One of my favorites is Redaction Criticism, which analyzes how the author organized and changed earlier material to get their message across. For example, scholars believe Matthew wrote primarily to try to convince the Jews that Jesus was indeed the Messiah, whereas Luke wrote to convince Gentiles that they, too, had a place in the Jesus Movement. 

 

These are just some of the tools of Biblical criticism, but the ones described point to the fact that you do not become an effective theologian or Biblical interpreter by taking one course or joining a church or by reading one of the thousands of theological books that contain shoddy Biblical interpretation and thereby bad theology.
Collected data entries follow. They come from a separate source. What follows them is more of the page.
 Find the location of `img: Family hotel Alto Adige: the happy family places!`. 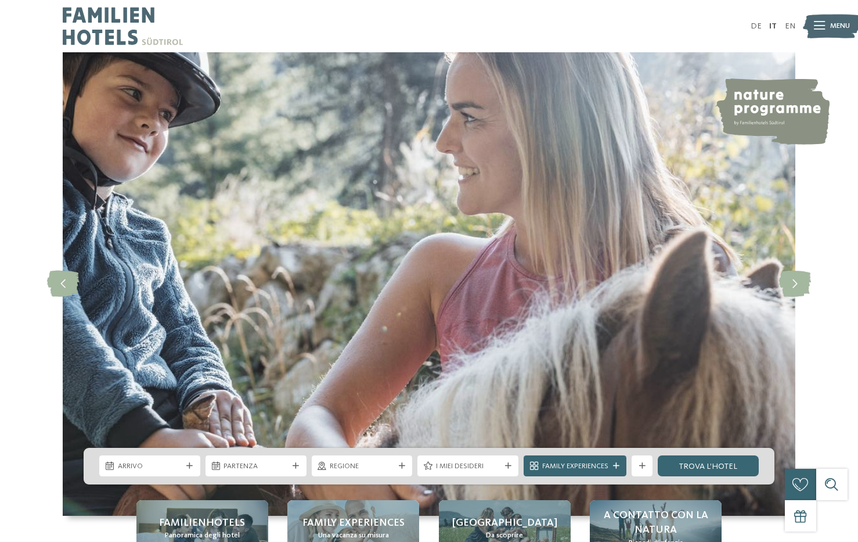

img: Family hotel Alto Adige: the happy family places! is located at coordinates (429, 284).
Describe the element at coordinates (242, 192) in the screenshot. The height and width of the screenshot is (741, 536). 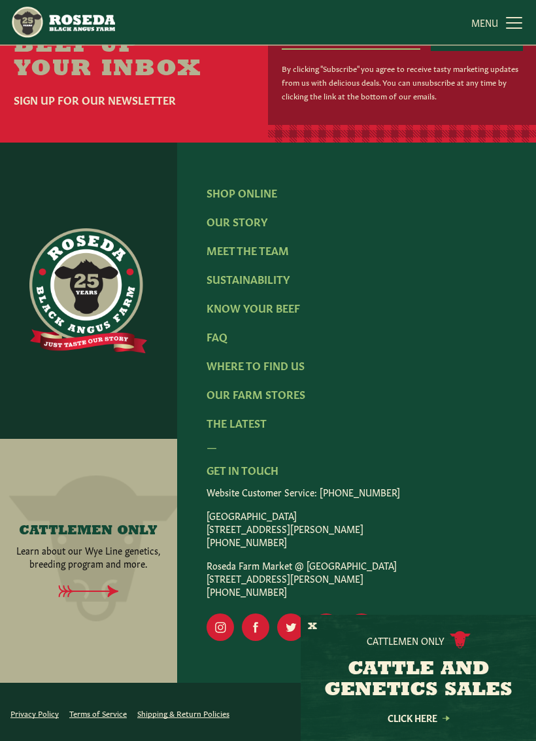
I see `a: Shop Online` at that location.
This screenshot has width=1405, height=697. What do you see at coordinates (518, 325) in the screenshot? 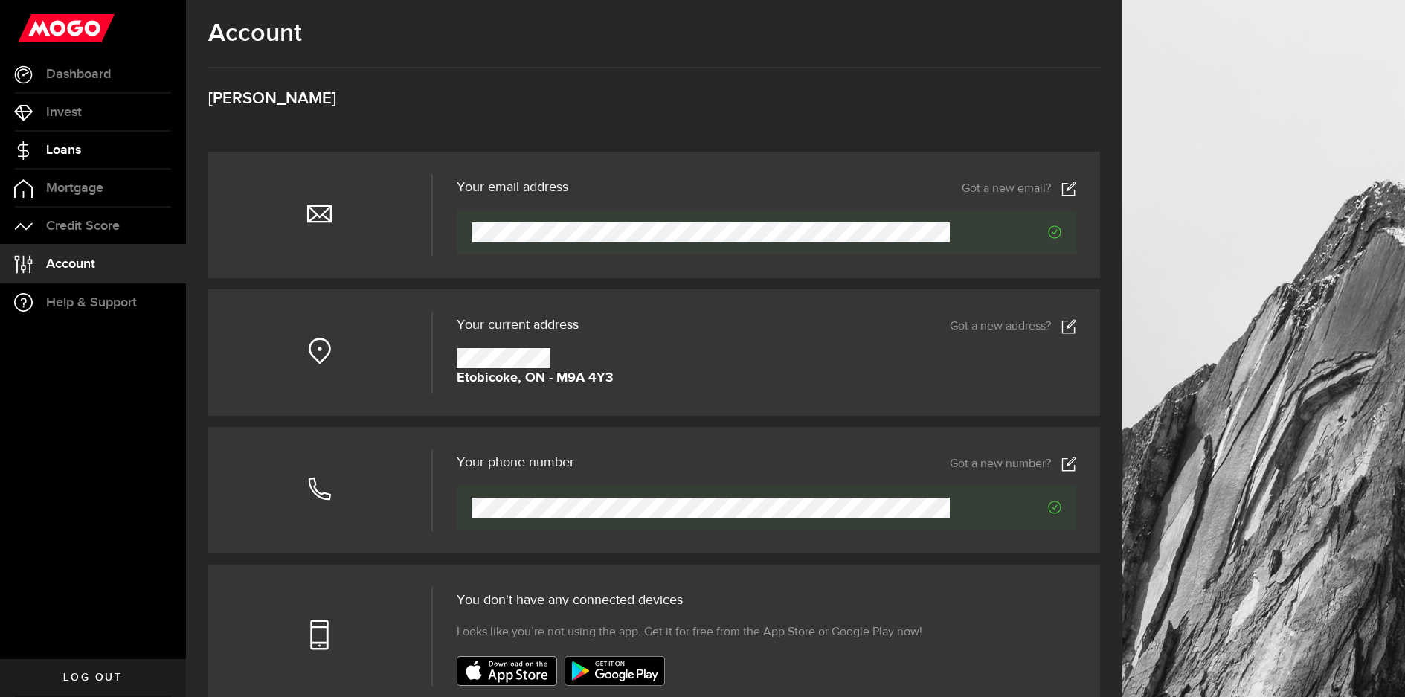
I see `span: Your current address` at bounding box center [518, 325].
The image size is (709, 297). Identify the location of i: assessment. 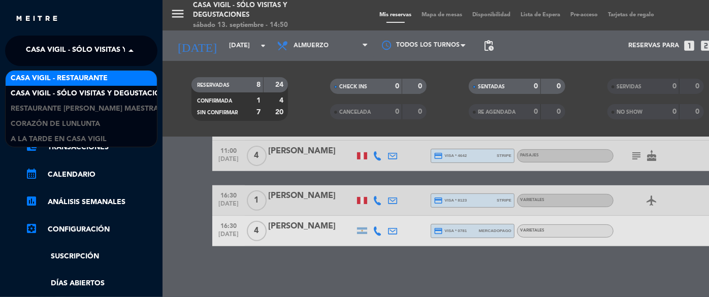
(31, 201).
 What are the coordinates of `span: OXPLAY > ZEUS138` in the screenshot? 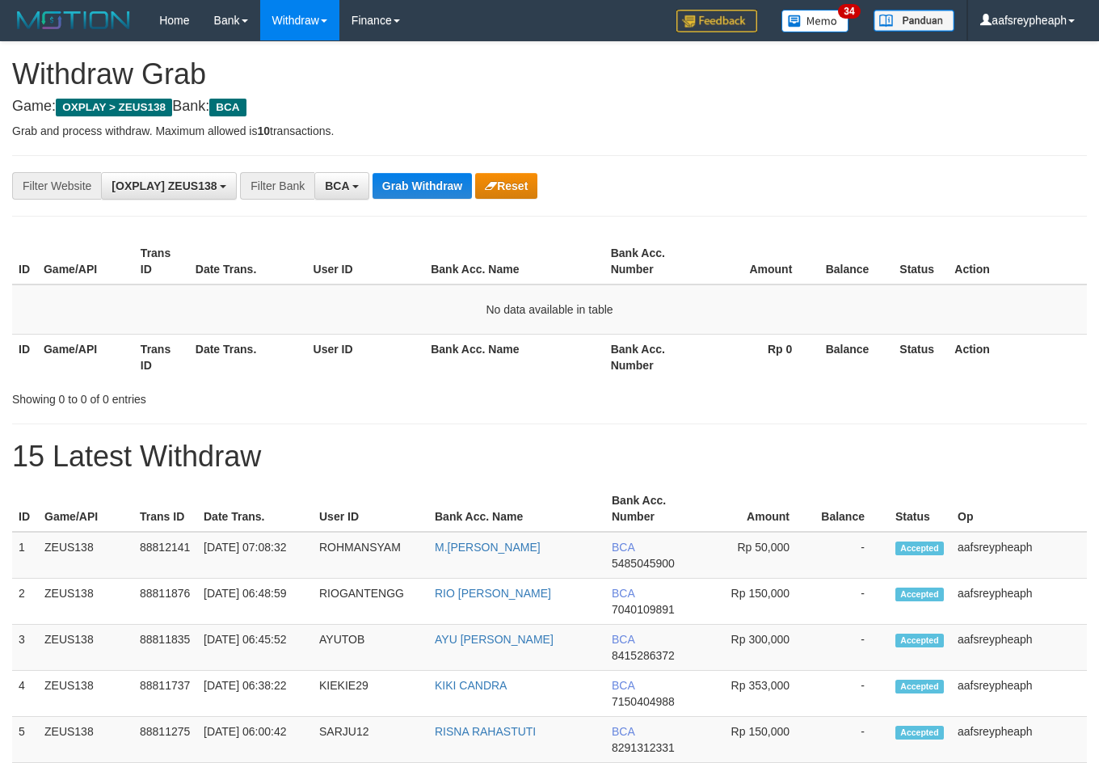 It's located at (114, 107).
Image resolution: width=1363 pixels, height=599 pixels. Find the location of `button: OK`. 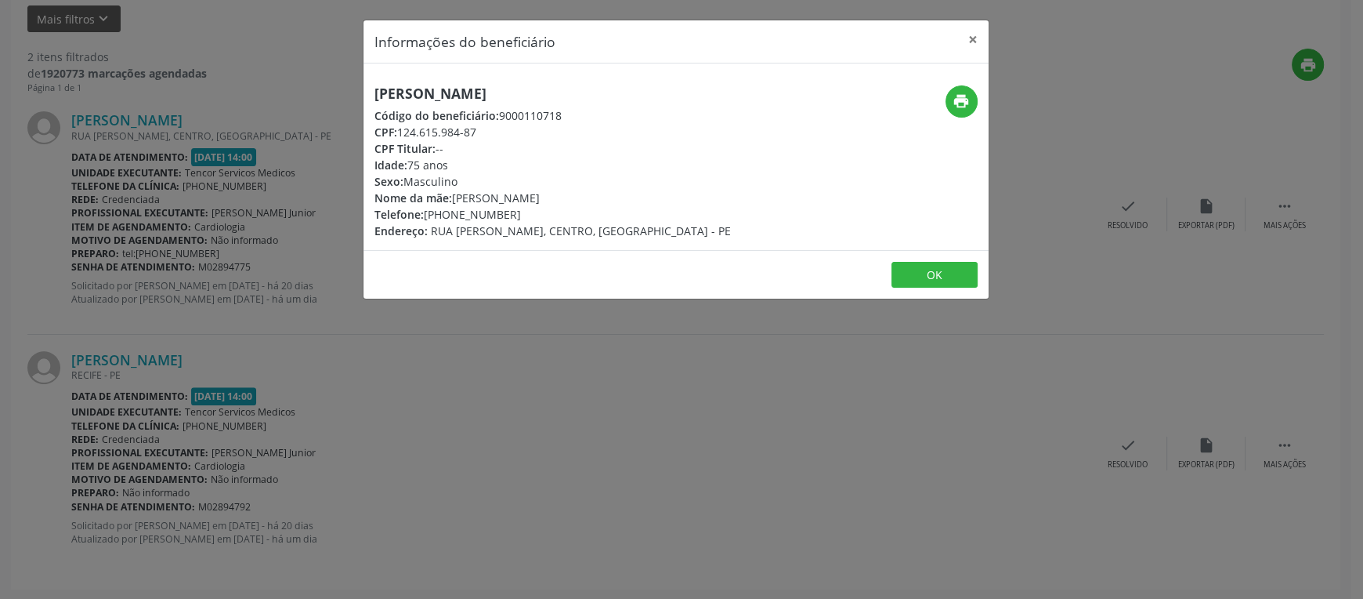

button: OK is located at coordinates (935, 275).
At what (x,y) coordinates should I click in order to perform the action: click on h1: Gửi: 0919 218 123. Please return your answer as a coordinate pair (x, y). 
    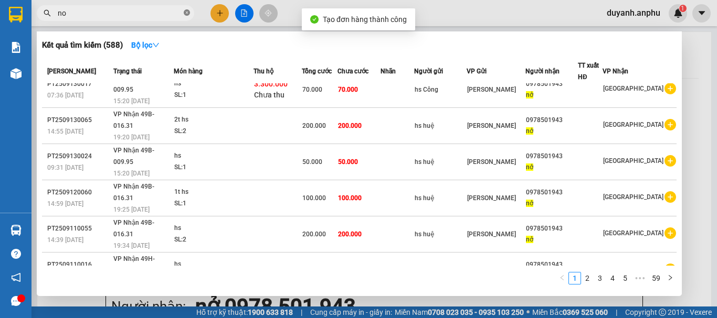
    Looking at the image, I should click on (137, 66).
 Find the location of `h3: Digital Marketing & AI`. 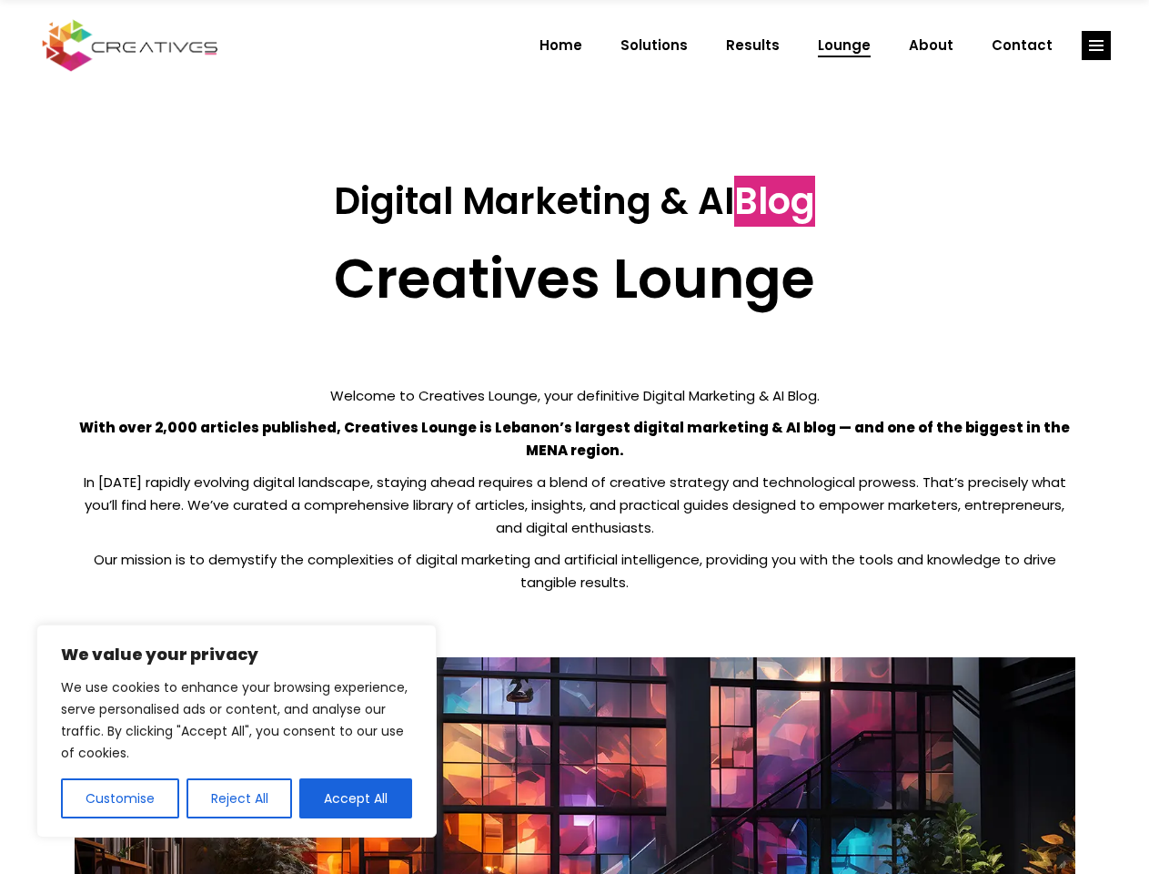

h3: Digital Marketing & AI is located at coordinates (575, 201).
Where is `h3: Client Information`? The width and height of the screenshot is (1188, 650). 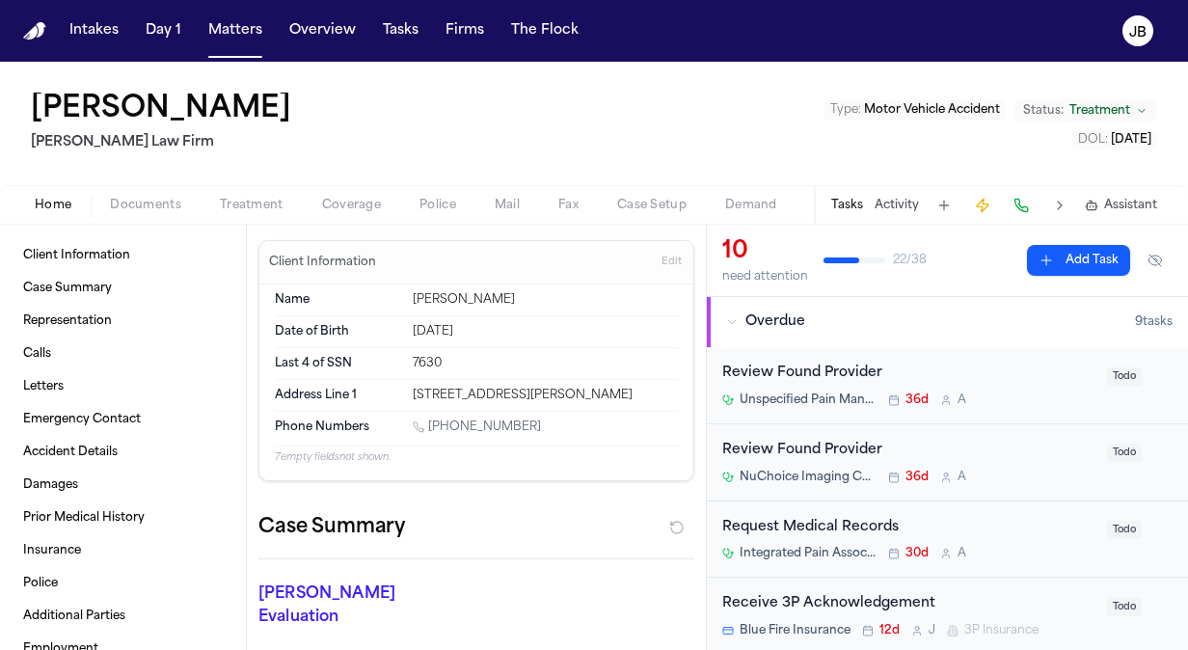 h3: Client Information is located at coordinates (322, 262).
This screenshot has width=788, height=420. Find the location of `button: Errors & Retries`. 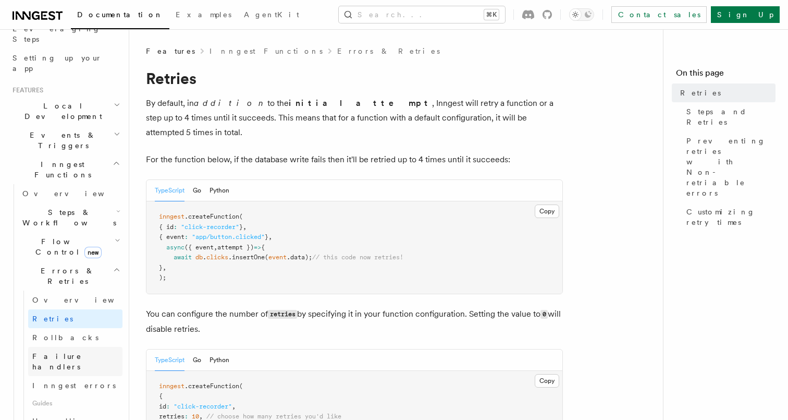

The spiritual journey never ends. This creation is ever living and changing and those of us who believe in a living God will spend our entire lives in dialogue with this God and other spiritual people as we attempt to discern what God is doing now and what God is calling us to do next. This spiritual journey is demeaned when we try to take shortcuts to truth or when we assume the profound spiritual leaders of our time do not know what they are talking about. However, if we are willing to listen and learn, the kingdom of God opens before us. Simply pick up a book by Merton, Nouwen, Ghandi, Tutu, Pope Francis or Pope Leo, or, our new ELCA Presiding Bishop, Yehiel Curry,   who wrote in his Easter Message:

The journey to the empty tomb didn’t begin on the cross of Good Friday but in a manger decades earlier. Jesus was born with a purpose: to reveal God’s love, demonstrate grace, and call us into a life of justice, mercy and compassion. It was a long journey, a ministry that spread across the hills of Judea, well beyond his birthplace in Bethlehem and his home in Nazareth. And along the way, he showed us what it means to be children of God.